Session 10
Espresso & the milk-drink map
Session 10 · Block D — The Category Map

Espresso & the
milk-drink map

The café menu looks like thirty drinks. It’s really espresso plus two variables: how much milk, and how much foam. Learn that and the board decodes itself.

Duration
40 min · 30 learn / 10 review
You’ll need
A café menu, or curiosity
Objective
Decode any espresso-milk menu
Reading · 1 of 1

The milk-drink family

Every drink below starts from the same espresso shot. Click through from least to most milk:

Do this now · ~6 min

Rebuild the menu

  1. Take a café menu

    List its espresso drinks. For each, ask: how many shots, how much milk, how much foam?

  2. Sort by milk

    Order them from macchiato (least) to latte (most). The whole board should collapse into that one axis.

Check yourself

Questions

Drill

Flashcards

Prompt
tap to flip
The 10-minute review

Lock it in

From memory:

  1. State the "one variable" behind the menu.
  2. Order macchiato, cortado, latte by milk.
  3. How does a flat white differ from a latte?
  4. What defines a classic cappuccino?
  5. Which drink is the mildest, and why?
Session 11 · Block D — The Category Map

Single-origin
vs blend

Not a quality ranking — a difference of purpose. One expresses a place; the other engineers a consistent, balanced profile. Knowing which you want is the skill.

Duration
35 min · 27 learn / 8 review
You’ll need
A single-origin and a blend
Objective
Choose the right one for your goal
Reading · 1 of 1

Two different goals

The label tells you what the roaster was trying to do. Click through:

Do this now · ~6 min

Match tool to task

  1. For learning, single-origin

    When you want to study origin/process, buy a single-origin — it expresses one thing clearly.

  2. For a daily espresso, a blend

    If you want a consistent, forgiving shot every morning, an espresso blend is engineered for exactly that.

  3. Taste both critically

    Note that "distinctive" and "balanced/consistent" are different virtues — neither is simply "better."

Check yourself

Questions

Drill

Flashcards

Prompt
tap to flip
The 10-minute review

Lock it in

From memory:

  1. Define single-origin and blend.
  2. What is each built for?
  3. Why does espresso often favor blends?
  4. Which would you buy to learn origins?
  5. Why is neither strictly "better"?
Session 12 · Block D — The Category Map

Specialty
vs commodity

What "specialty" actually means, where the line sits, and why the grading system itself is changing right now. The story behind why your bag names a farm at all.

Duration
40 min · 30 learn / 10 review
You’ll need
Nothing required
Objective
Understand grading & the live CVA shift
Reading · 1 of 1

How coffee is graded

"Specialty" isn’t marketing — it’s (historically) a score. But the framework is actively being replaced. Click through:

This one is changing — verify before you rely on it

The SCA’s Coffee Value Assessment (SCA-102/103/104) has been phased in since 2023 and updated in October 2025, superseding the 2004 cupping form and moving from a single 100-point score to a multi-part descriptive-plus-affective profile. The 80-point "specialty" reference still circulates, and many roasters now emphasise 84+. Because this is a live transition, treat any specific scoring claim as current-as-of-now — the durable takeaway is the direction: one number → a richer, multi-dimensional picture of value.

Do this now · ~5 min

Read the tier of your coffee

  1. Judge your bag

    Does it name origin, farm, altitude, variety, process, and a roast date? The more of these, the more it behaves like specialty.

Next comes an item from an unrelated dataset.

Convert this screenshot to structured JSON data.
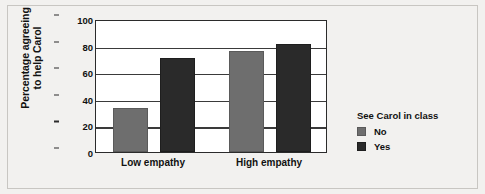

  2. Spot commodity in disguise

    A bag heavy on adjectives ("rich, smooth, gourmet") and light on those specifics is usually commodity coffee dressed up.

Check yourself

Questions

Drill

Flashcards

Prompt
tap to flip
The 10-minute review

Lock it in

From memory:

  1. What score historically defined "specialty"?
  2. Contrast specialty and commodity coffee.
  3. What is the "third wave"?
  4. What is the CVA, and what does it replace?
  5. Why treat scoring claims as needing verification?